LONGMONT, Colo. — A Colorado brewery is making a huge delivery to hurricane evacuees in Houston. But it’s not beer.
Oskar Blues Brewery stopped production Tuesday to can water.
Beer usually runs through the Longmont company’s assembly line. But on Tuesday, it was just water.
For 20 hours, the brewery stopped canning its famous alcoholic libations.
Instead, workers filled 88,800 cans with water. All of it is heading to the flooding disaster in Texas.
The brewery said the devastation there is sobering.
“Just seeing the utter devastation, everything people own, wiped out in instant. It’s hard to look away from that and not help,” said Diana Ralston with Can’d Aid, Oskar Blues’ nonprofit arm that is providing the cans along with Ball Corporation.
The company has donated 577,000 cans of water to other communities thirsting for clean, safe water such as in Lyons during the Colorado floods four years ago.
“In 2013, when we were dealing with the flood here, it became obvious how important clean drinking water is to the community to survive on a day-to-day basis,” said Chad Melis with Oskar Blues.
The brewery also came through for Flint, Michigan, after cost-cutting measures led to poisoning the town’s drinking water. Other disasters followed.
“There were hurricanes in South Carolina in 2015. And again we are in position to use our manufacturing place and the extra effort from the people who work here to provide a very simple resource,” Melis said.
The water will travel more than 1,000 miles from Longmont to Houston. It’s a time when having one for the road is actually a good thing.
“We figured getting that clean drinking water there is priority one,” Ralston said.
It takes about 16 hours to get to Houston from Longmont. The beer truck will leave Wednesday and arrive later this week.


• EXERCISE INSTRUCTIONS
Of the lines below, copy those that hold the word "plastic".

Figure collection entries:
—————

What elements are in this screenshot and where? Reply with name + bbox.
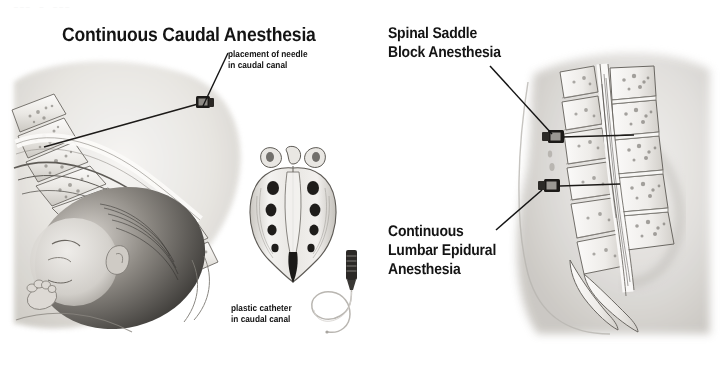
catheter-caption-line2: in caudal canal: [231, 315, 290, 325]
spinal-saddle-callout-leader: [480, 64, 560, 142]
needle-caption-line2: in caudal canal: [228, 61, 287, 71]
catheter-caption-line1: plastic catheter: [231, 304, 292, 314]
right-lower-title-line2: Lumbar Epidural: [388, 243, 496, 260]
right-lower-title-line3: Anesthesia: [388, 262, 461, 279]
needle-hub: [346, 250, 357, 290]
needle-caption-line1: placement of needle: [228, 50, 307, 60]
lumbar-epidural-callout-leader: [492, 188, 550, 234]
page-title-continuous-caudal-anesthesia: Continuous Caudal Anesthesia: [62, 25, 316, 46]
faint-top-marks: ___ _ ___: [14, 1, 71, 8]
center-illustration-catheter-device: [306, 246, 374, 338]
plastic-catheter-tubing: [312, 290, 352, 332]
right-lower-title-line1: Continuous: [388, 224, 464, 241]
right-upper-title-line1: Spinal Saddle: [388, 26, 477, 43]
illustration-page: ___ _ ___: [0, 0, 724, 375]
right-upper-title-line2: Block Anesthesia: [388, 45, 501, 62]
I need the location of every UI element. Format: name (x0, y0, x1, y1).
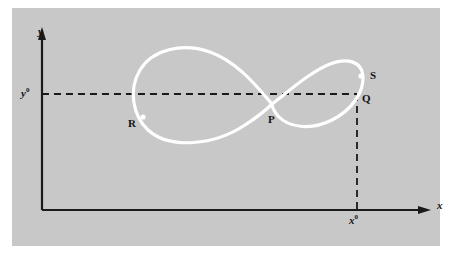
point-marker-R (140, 114, 145, 119)
point-label-S: S (370, 70, 376, 81)
y-axis-label: y (38, 26, 43, 37)
point-marker-S (358, 73, 363, 78)
figure-canvas (0, 0, 452, 256)
parametric-curve (133, 48, 363, 143)
figure-screenshot: y x y0 x0 P Q R S (0, 0, 452, 256)
point-label-Q: Q (362, 93, 371, 104)
x-axis-label: x (437, 200, 443, 211)
point-label-R: R (128, 118, 136, 129)
y-axis (38, 27, 46, 210)
x0-superscript: 0 (355, 213, 359, 221)
y0-tick-label: y0 (21, 87, 29, 99)
x0-tick-label: x0 (349, 214, 358, 226)
point-label-P: P (268, 114, 275, 125)
x-axis (42, 206, 431, 214)
y0-superscript: 0 (26, 86, 30, 94)
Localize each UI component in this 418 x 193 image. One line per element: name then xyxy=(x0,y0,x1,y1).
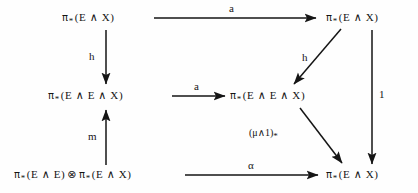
pi-symbol: π xyxy=(62,12,69,23)
node-bottom-right: π*(E ∧ X) xyxy=(326,169,378,183)
star-subscript: * xyxy=(69,17,74,26)
edge-label-mu-star: * xyxy=(273,131,278,141)
node-body: (E ∧ X) xyxy=(339,11,379,23)
star-subscript: * xyxy=(333,174,338,183)
star-subscript: * xyxy=(21,174,26,183)
tensor-icon: ⊗ xyxy=(65,168,79,181)
edge-label-bottom-horizontal: α xyxy=(248,160,254,171)
node-mid-left: π*(E ∧ E ∧ X) xyxy=(48,90,123,104)
star-subscript: * xyxy=(237,95,242,104)
pi-symbol: π xyxy=(326,169,333,180)
node-top-right: π*(E ∧ X) xyxy=(326,12,378,26)
node-body: (E ∧ X) xyxy=(339,168,379,180)
edge-diagonal-mu xyxy=(300,108,342,163)
commutative-diagram: π*(E ∧ X) π*(E ∧ X) π*(E ∧ E ∧ X) π*(E ∧… xyxy=(0,0,418,193)
edge-label-mid-horizontal: a xyxy=(194,81,199,92)
pi-symbol: π xyxy=(14,169,21,180)
star-subscript-second: * xyxy=(86,174,91,183)
node-body: (E ∧ E ∧ X) xyxy=(61,89,123,101)
edge-label-right-vertical-1: 1 xyxy=(379,89,385,100)
star-subscript: * xyxy=(333,17,338,26)
edge-label-top-horizontal: a xyxy=(229,3,234,14)
node-body: (E ∧ E ∧ X) xyxy=(243,89,305,101)
edge-label-diagonal-h: h xyxy=(302,52,308,63)
node-top-left: π*(E ∧ X) xyxy=(62,12,114,26)
edge-label-diagonal-mu: (μ∧1)* xyxy=(249,128,278,141)
node-bottom-left: π*(E ∧ E)⊗π*(E ∧ X) xyxy=(14,169,132,183)
node-body-left: (E ∧ E) xyxy=(27,168,66,180)
node-body: (E ∧ X) xyxy=(75,11,115,23)
star-subscript: * xyxy=(55,95,60,104)
pi-symbol: π xyxy=(326,12,333,23)
edge-label-mu-text: (μ∧1) xyxy=(249,127,273,138)
node-body-right: (E ∧ X) xyxy=(92,168,132,180)
pi-symbol: π xyxy=(48,90,55,101)
pi-symbol-second: π xyxy=(79,169,86,180)
edge-label-left-vertical-m: m xyxy=(88,131,97,142)
edge-label-left-vertical-h: h xyxy=(89,51,95,62)
pi-symbol: π xyxy=(230,90,237,101)
node-mid-right: π*(E ∧ E ∧ X) xyxy=(230,90,305,104)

—————

• EXPECTED ANSWER
catheter-caption-line1: plastic catheter: [231, 304, 292, 314]
plastic-catheter-tubing: [312, 290, 352, 332]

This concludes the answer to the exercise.